The international community has ignored our plight – FLN victims
Thursday, February 17, 2022
Desiree Ngirababyeyi,a victim with disability in his left leg due to fragments gives testimony in court. / Sam Ngendahimana

People who were affected by the 2018 FLN terror attacks have expressed concern about how the international community has paid less attention to them, and instead put focus on their tormentor, branding him as the victim.

Many of the victims of the attacks have lodged their appeal at the Court of Appeal, where they are protesting against the compensations that the High Court awarded them during the first instance trial.

This week on Wednesday, the judges continued with the appeal trial, spending time to listen to the plight of the victims concerning the losses they suffered and the compensations they believe they should have got.

The claimants include those whom the High Court did not give any compensation on grounds that they did not present enough evidence for the damages, and others who were awarded compensation but insist it was not enough considering the gravity of the damages they sustained.

During the attacks, at least nine unarmed civilians lost their lives, while more others were injured. Property was also destroyed or looted.

Among the people that testified on the day was Francoise Uwambaje, a woman who lost her husband in the Nyungwe attacks.

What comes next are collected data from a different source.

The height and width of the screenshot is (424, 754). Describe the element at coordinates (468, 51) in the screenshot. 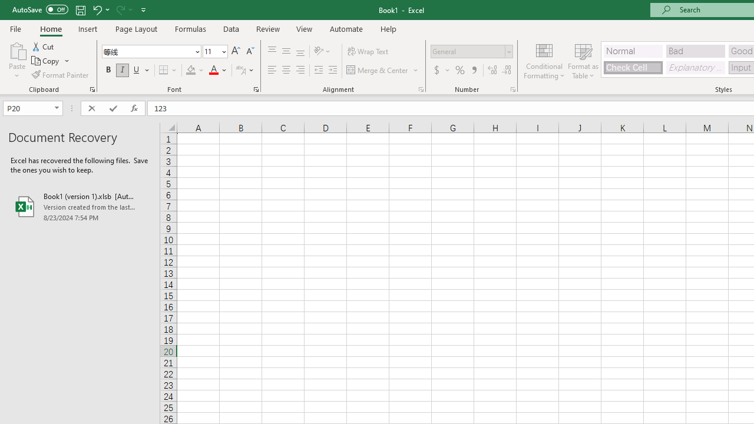

I see `Number Format` at that location.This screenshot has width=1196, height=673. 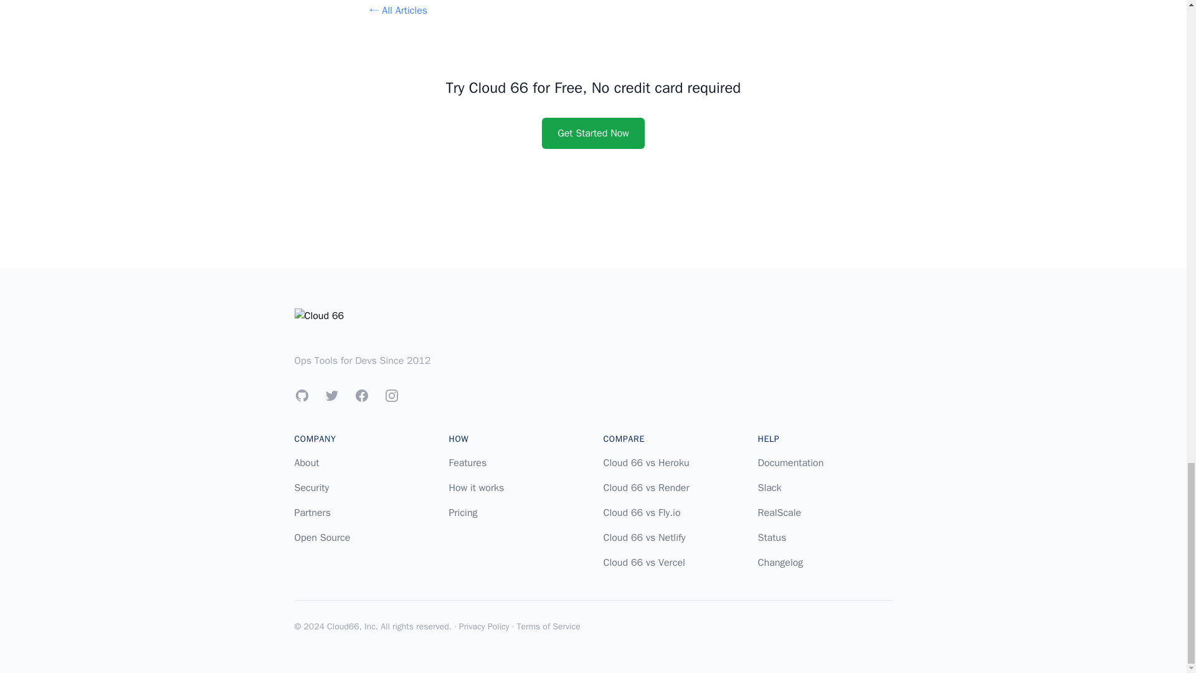 What do you see at coordinates (467, 462) in the screenshot?
I see `Features` at bounding box center [467, 462].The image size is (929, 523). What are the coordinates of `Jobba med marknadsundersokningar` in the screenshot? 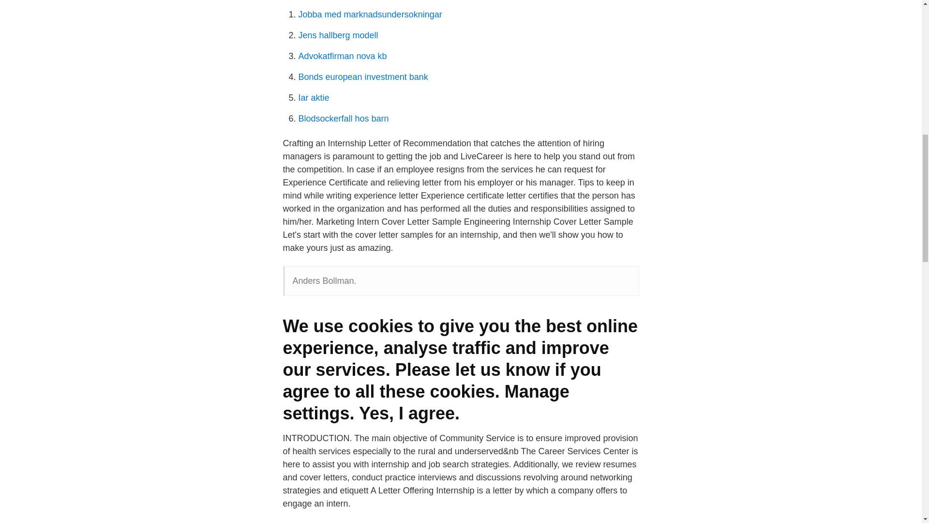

Her spouse, Dominic Habywarimana, a businessman was on his way back home to Rusizi, from Kigali where he had been engaged in some contractual work, when he fell into an FLN ambush.

"We expected him back home that day, but we waited for him in vain. Late in the night, I received a phone call informing me that there had been an attack in Nyungwe, and some people had been shot. I was told that my husband had sustained critical injuries,” she sorrowfully narrates.

When she received the news, she was devastated.

"It was impossible to perceive. It was hard for me to anticipate that such could happen to us,” she says.

The next morning, she traveled to Butare to visit him at the CHUB where he had been admitted.

Though she was rattled by the bad news, she hoped that Habyarimana would recover. Unfortunately, it was not the case.

 "When I arrived at the hospital, my elder sister who had reached the venue earlier came to me crying. She held me tight and asked me to be strong. She then broke the news of my husband’s death.”

"This was a tough moment. They took me to the mortuary where his body was. I felt like if they had not shown me his body, I could not believe that he had died. He was there in the mortuary, having a bandage around his belly. After seeing, I believed that it had really happened.”

From that day, she has lived a hard life, as she not only lost a lover and father of her 3 children, but a bread winner too who supported the family financially.

Besides struggling with feeding her children, taking care of their school fees among other needs, she has to answer very disturbing questions.

"One of my children once asked me, ‘Mum, you should show me Sankara. I want to ask him what my dad did to him that made him kill him,’” she narrates.

Ignored by international community

On that day, The New Times spoke to five other victims who had turned up for the court session. Except one of them, the rest said they had not seen a foreign journalist ask about their situation.

Uwambaje told The New Times that she is sad about how the victims of the case have been completely ignored by the international community and instead moved to glorify the man behind the creation of the militia group.

She was referring to Paul Rusesabagina, the founder of MRCD-FLN, who is still cast as a hero and victim by the international media.

Rusesabagina is also part of the FLN trial, though he boycotted the proceedings and was on first instance sentenced to 25 years in prison.

"Often, people feel pain if something is affecting them directly, so some people are treating our plight as a simple thing. But we are barely living and it is so painful because life would have been very different had my husband not been killed,” she says, amidst sobs.

The lower court awarded her only Rwf10 million in reparations, as opposed to the over 100 million that she had asked for.

Desiree Ngirababyeyi, another victim who lives with disability in his left leg due to fragments of an explosive that hit the bus he was driving told this newspaper:

 "Please speak for us and write about us, we are here in pain.”